European Graduate School EGS - Media Communication Studies Program




The Virtual Family:
Urban Girls' Relationships
With TV Characters

Dawnja Burris






Thesis for the Master of Arts in Media Studies
The New School for Social Research - Summer 1996

Thesis Advisor:
Wolfgang Schirmacher, Ph.D.

Communication Department Chair:
Carol Wilder, Ph.D.

		



ABSTRACT


The phenomenon of the virtual family is a consequence of an artificial reality that we have embraced through our media. The events and the lives seen on television are reflections of ourselves and of our desires and motives. Through televisual texts and images, we continue to construct our lives. The virtual family is an example of the constructive mentality we employ as we develop and engage with our media.

This thesis is an investigation of a particular population of young urban women and their perceptions of the characters of television programs; how they receive, relate to and/or identify with them and how they may manifest their perceptions of the characters as virtual family members into their personal horizons of experience and lifeworlds.

In these pages I attempt to describe how the girls' perceived realities emerge both through the television experience and through lived physical experience and how these two realms interact and influence each other; how the girls regard certain television characters in their minds and into their lives and to what degree they do this. My main focus is upon the process of the girls' perception and the function of television's characters as virtual family members.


TASK INSTRUCTIONS ▸ Of the lines below, copy those that hold the word "divider".

MATERIAL FOR THE TASK ▸
# # # # #

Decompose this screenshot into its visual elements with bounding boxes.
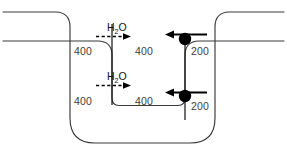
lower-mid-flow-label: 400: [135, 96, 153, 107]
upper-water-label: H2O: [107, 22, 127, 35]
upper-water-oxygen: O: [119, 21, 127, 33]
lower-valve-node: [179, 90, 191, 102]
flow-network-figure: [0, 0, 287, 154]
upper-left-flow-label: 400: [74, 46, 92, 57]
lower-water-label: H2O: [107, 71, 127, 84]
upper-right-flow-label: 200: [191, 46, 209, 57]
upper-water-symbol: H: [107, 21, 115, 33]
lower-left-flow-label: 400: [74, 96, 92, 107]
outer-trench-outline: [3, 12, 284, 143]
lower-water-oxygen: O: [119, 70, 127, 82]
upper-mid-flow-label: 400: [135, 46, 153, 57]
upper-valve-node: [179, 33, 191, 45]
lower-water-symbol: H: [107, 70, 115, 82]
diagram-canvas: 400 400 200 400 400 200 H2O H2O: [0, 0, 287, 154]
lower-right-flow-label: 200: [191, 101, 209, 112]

# # # # #

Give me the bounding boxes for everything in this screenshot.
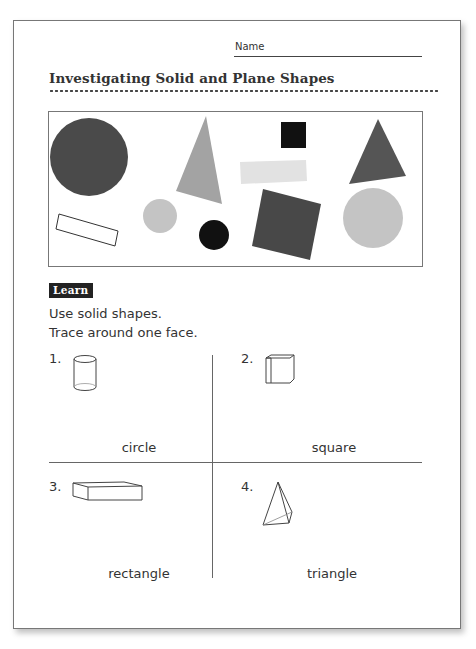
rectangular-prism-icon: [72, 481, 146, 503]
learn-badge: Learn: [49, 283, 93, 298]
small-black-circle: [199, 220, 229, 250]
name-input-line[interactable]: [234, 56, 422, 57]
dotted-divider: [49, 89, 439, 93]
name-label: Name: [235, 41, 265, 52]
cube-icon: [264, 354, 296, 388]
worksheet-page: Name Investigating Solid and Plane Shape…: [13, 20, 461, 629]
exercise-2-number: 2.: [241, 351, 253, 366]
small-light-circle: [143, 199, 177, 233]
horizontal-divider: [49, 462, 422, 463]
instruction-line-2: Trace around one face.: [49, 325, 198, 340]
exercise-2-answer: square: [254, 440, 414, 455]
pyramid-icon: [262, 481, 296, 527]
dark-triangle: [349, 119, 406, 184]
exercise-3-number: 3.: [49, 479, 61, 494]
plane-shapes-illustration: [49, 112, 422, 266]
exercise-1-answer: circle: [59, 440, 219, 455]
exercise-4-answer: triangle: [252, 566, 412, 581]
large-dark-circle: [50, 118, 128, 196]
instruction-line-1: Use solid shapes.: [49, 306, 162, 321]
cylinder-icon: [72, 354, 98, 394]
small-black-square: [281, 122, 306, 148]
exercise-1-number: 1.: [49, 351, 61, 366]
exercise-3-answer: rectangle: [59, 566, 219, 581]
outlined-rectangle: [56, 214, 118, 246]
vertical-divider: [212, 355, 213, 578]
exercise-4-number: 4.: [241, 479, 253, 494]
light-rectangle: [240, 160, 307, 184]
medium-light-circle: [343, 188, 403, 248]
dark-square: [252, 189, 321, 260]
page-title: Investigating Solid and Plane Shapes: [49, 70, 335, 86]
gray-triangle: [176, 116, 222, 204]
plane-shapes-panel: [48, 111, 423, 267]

# # # # #

SOLVED EXERCISE ▸
dotted-divider: [49, 89, 439, 93]
horizontal-divider: [49, 462, 422, 463]
vertical-divider: [212, 355, 213, 578]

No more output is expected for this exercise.